Siegel is an apt guide as something of a renaissance feminist. With her Ph.D. in English and women's studies from the University of Wisconsin, she connects with academics. With her large network of New York-based feminist authors and nonprofit gurus, she connects with cultural critics and feminist celebrities. And with her Midwestern roots -- she was born and raised near Chicago -- she connects with the average girl.

Sisterhood Interrupted is the kind of book that will draw them all in, not just because it is ripe with controversy, but because it provides historical context for contemporary infighting: the overblown mommy wars, raunch feminists and their older, horrified detractors, and bloggers virtually ripping one another apart. Siegel and I took our own dialogue to the net, as the sun was too bright and Siegel had things to do.

Courtney Martin: What inspired you to write about feminist fighting?

Deborah Siegel: I wrote Sisterhood, Interrupted because I grew tired of hearing women -- both across and within different generations -- blame each other for feminism's failures. It started in the early 1990s when Katie Roiphe blamed 1970s-style feminism for turning women into victims, and it's going on today in the form of women accusing each other of being "faux feminists" on their blogs.

Of course, fights were hot during the late 1960s and 1970s, too. Today, we're repeating past battles without even realizing it. There's so much left to do -- it's such an unfinished revolution -- and I believe we long ago lost sight of our common ground.

Martin: Did you worry that opening old wounds would lead to more fragmentation in the movement instead of less?

Siegel: You can't talk about feminism and not talk about conflict. I wrote about the stands and splits within the popular women's movement across 40 years as someone seeking to understand them -- not to titillate readers, and not to air dirty laundry. For those solely interested in a catfight, my book is going to disappoint!

Martin: What do you hope older feminists get out of the book? Younger feminists?

Siegel: I wrote the book I wanted my younger cousin, my mother, and my great aunt to read: a road map to the feminist past for a younger generation and a guidebook to the present for women who have been calling for change for years.

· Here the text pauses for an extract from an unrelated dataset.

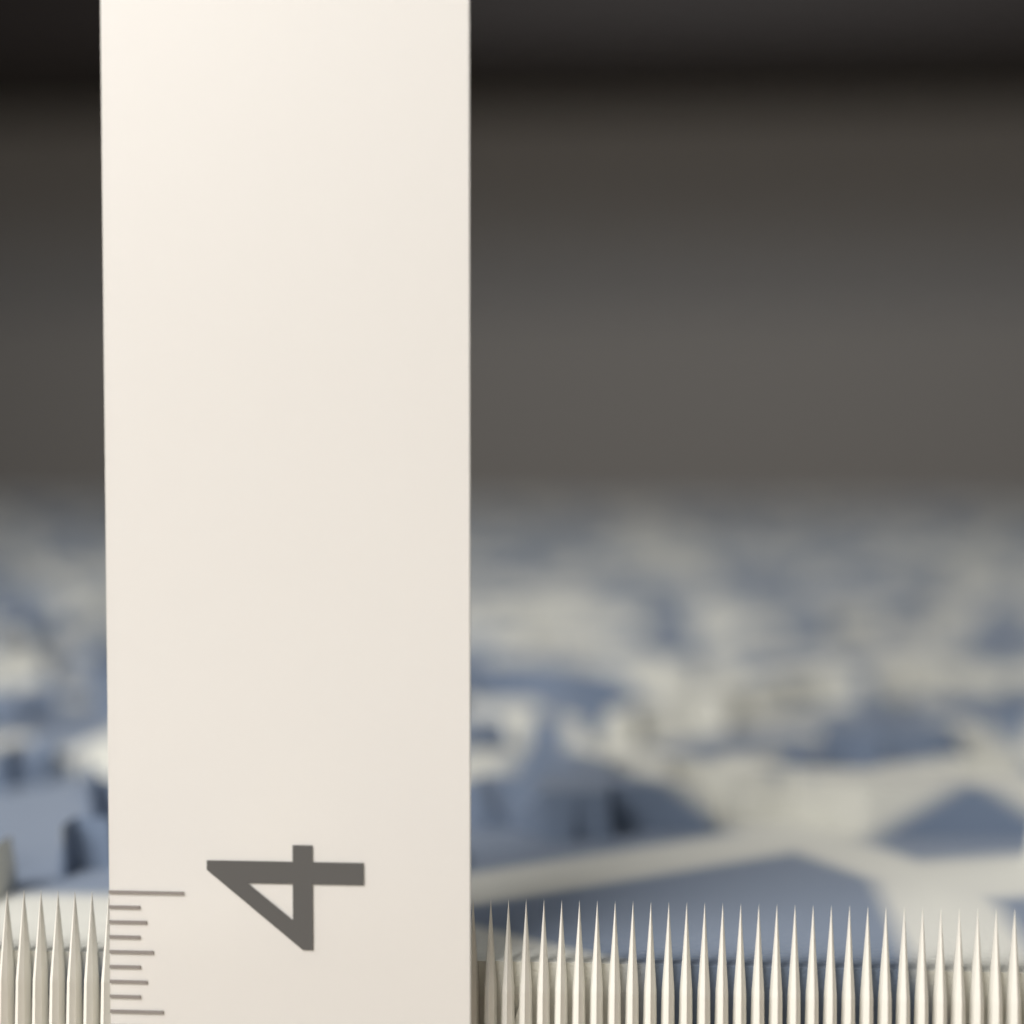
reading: 3.9375 (no unit)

I want women across the generations to understand that, in important ways, we're more alike than we are different. Older and younger feminists are often depicted at odds, with veterans cast as relics of a bygone era and younger feminists portrayed as unaware of or ungrateful for the work their mothers did. But younger women aren't abandoning the movement -- they're reinventing it. This is our legacy. Feminists have been creating, imagining and reinventing since day one.

Martin: You write, "Across the generations and at the heart of the battle to articulate feminism as a movement with mass appeal has been that singular tagline: The Personal is the Political." Why is this phrase still so damn powerful?

Siegel: The idea behind this truly brilliant slogan transformed the way Americans thought of the politics of private life. In the book I write about how these words launched a movement, then quickly morphed into a philosophy and a blueprint for action that meant different things depending on where you sat.